Mosul, Kirkuk ,Salahuddin and Diyala: Protecting Civilians and Providing Relief to Displaced Families Must Come First!
With Mosul, areas of Salahuddin and Kirkuk out of Iraqi government control, the situation for civilians there and in Iraq as a whole is increasingly dangerous. Moment by moment, the media/news agencies are busy gathering news of what has happened and continues to happen in northern Iraq, and with each report, anxiety grows.
The Iraqi Civil Society Solidarity Initiative declares its great concern for the fate of civilians and displaced families in cities beyond the control of the central government. In this critical moment it calls on the Iraqi government and armed groups involved in the conflict in northern Iraq to adhere to international humanitarian law, specifically in providing protection to civilians and their property, as well as to aid workers, ambulances, and civic organizations that seek to help civilians and reduce their suffering. The protection of civilians, hospitals, schools and basic services, as well as sites that house refugees and displaced persons, is a binding legal and humanitarian responsibility for everyone — violating it might bring later accusations of war crimes and crimes against humanity. We stress the need for everyone to recognize the neutrality of Iraqi and international aid workers. Their work is to help all civilians, professionally and without discrimination.
We also call on the authorities of the Kurdistan Region to abide by their stated political commitments to support displaced people, and to act on them immediately, allowing families and civilians to cross into safe areas within the region, and to provide them with the necessary relief. We also ask them to provide needed facilities to aid organizations and civic organizations. We call upon the UN and the international community to support regional authorities and organizations working there to provide the urgent aid required to deal with the humanitarian crisis.
We also call on local and central governments, along with the Kurdistan Regional Government to take seriously their responsibilities to protect civilians and their property in accordance with established law, the Iraqi constitution, and international laws related to armed conflict and human rights. The can be no rush to collective punitive measures like bombing cities and places where civilians may be harmed. The priority now is to protect civilians, and to review the factors which led to the deterioration of political stability which has resulted in the current security crisis, and to prevent it from spreading to other safe cities.
We also call on the politicians elected by the Iraqi people to leave their conflicts aside and direct their full attention to the selection of a national Iraqi government that is able to unite Iraqis without discrimination or bias. This government must work to build peace with the active involvement of local communities, and to establish an open and public dialogue in which everyone has a voice. The government must adopt a policy of continuous dialogue, and it must reject war as a solution to its political and economic problems. The claim that war can end violence and unrest, that guns can solve problems, is based on a lie — using violence to combat violence can yield no lasting peace, provide no enduring security, as the experiences of Mosul and before it, Fallujah, well attest. Iraqis, Kurds, Arabs — all people in the region — are able, given a stable political atmosphere, to protect their cities and their country. Any international or U.S military intervention will only increase and reinforce the negative effects Iraq has suffered over the past decade.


- GOAL OF THE EXERCISE
Reproduce exactly the lines from the one containing "Identify the location" through the end of the entries, including both. Drop the pictures.
(EXTRACTED RECORDS begins)
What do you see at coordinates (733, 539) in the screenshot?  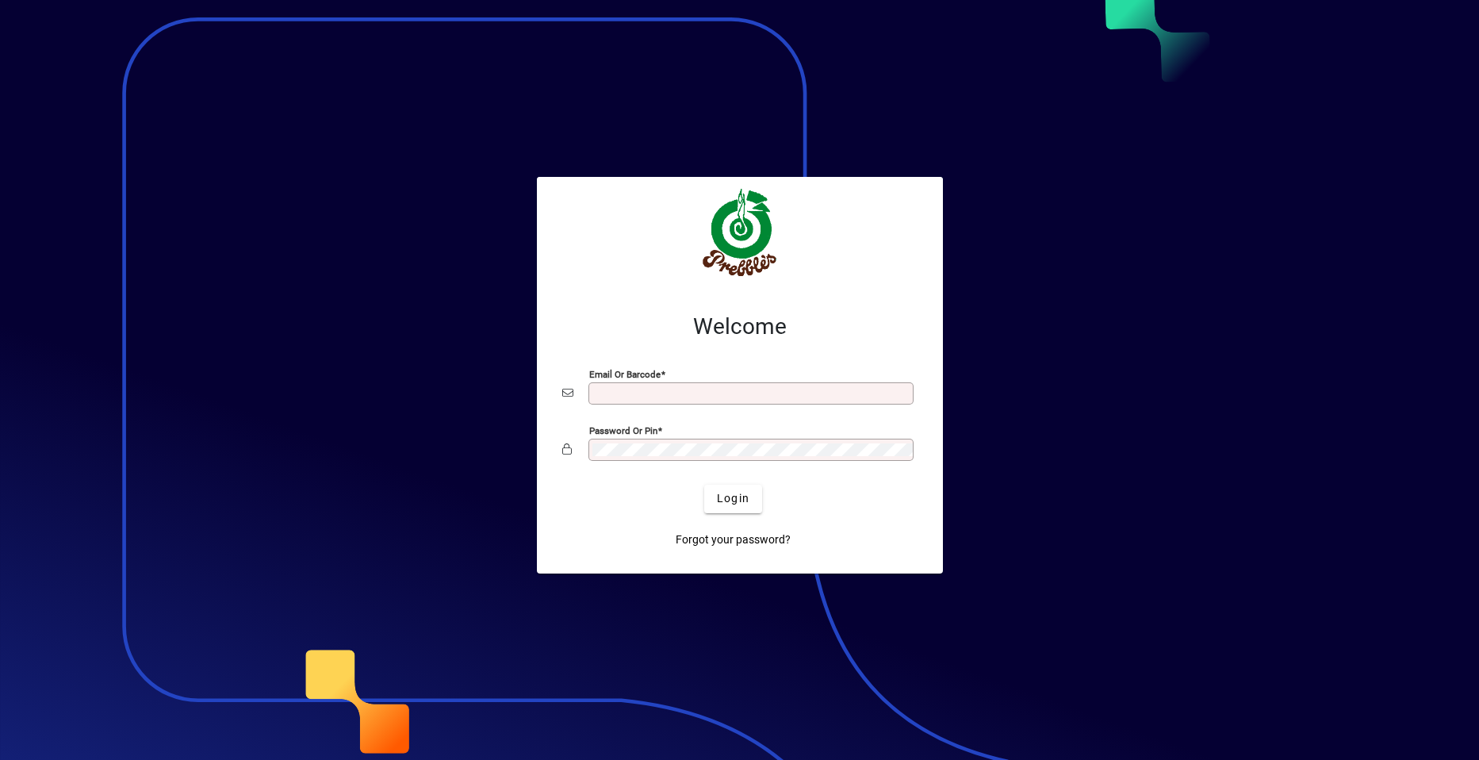 I see `span: Forgot your password?` at bounding box center [733, 539].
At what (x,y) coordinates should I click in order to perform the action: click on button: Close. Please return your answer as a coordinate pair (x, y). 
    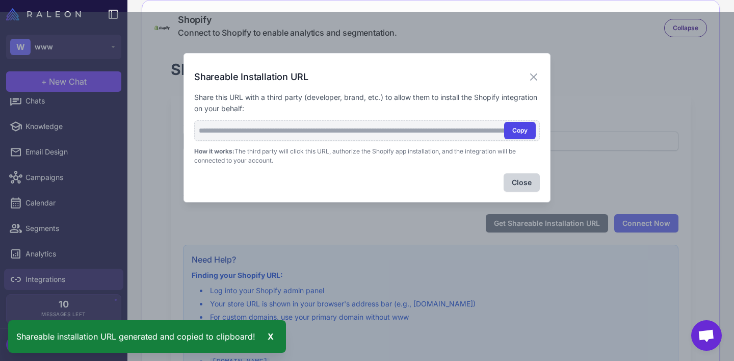
    Looking at the image, I should click on (521, 182).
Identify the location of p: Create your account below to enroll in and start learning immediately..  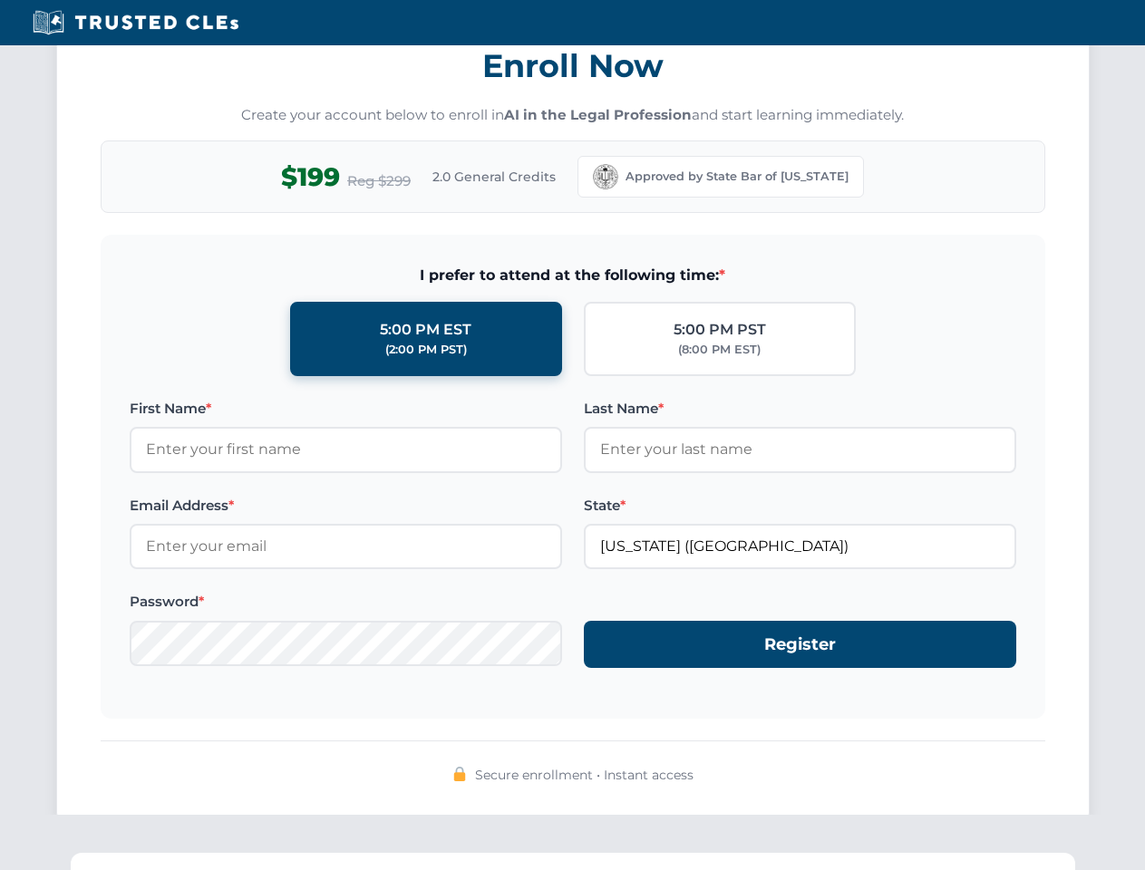
(573, 115).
(EXTRACTED RECORDS ends)
- TASK ANSWER
Identify the location of p: Create your account below to enroll in and start learning immediately..  
(573, 115).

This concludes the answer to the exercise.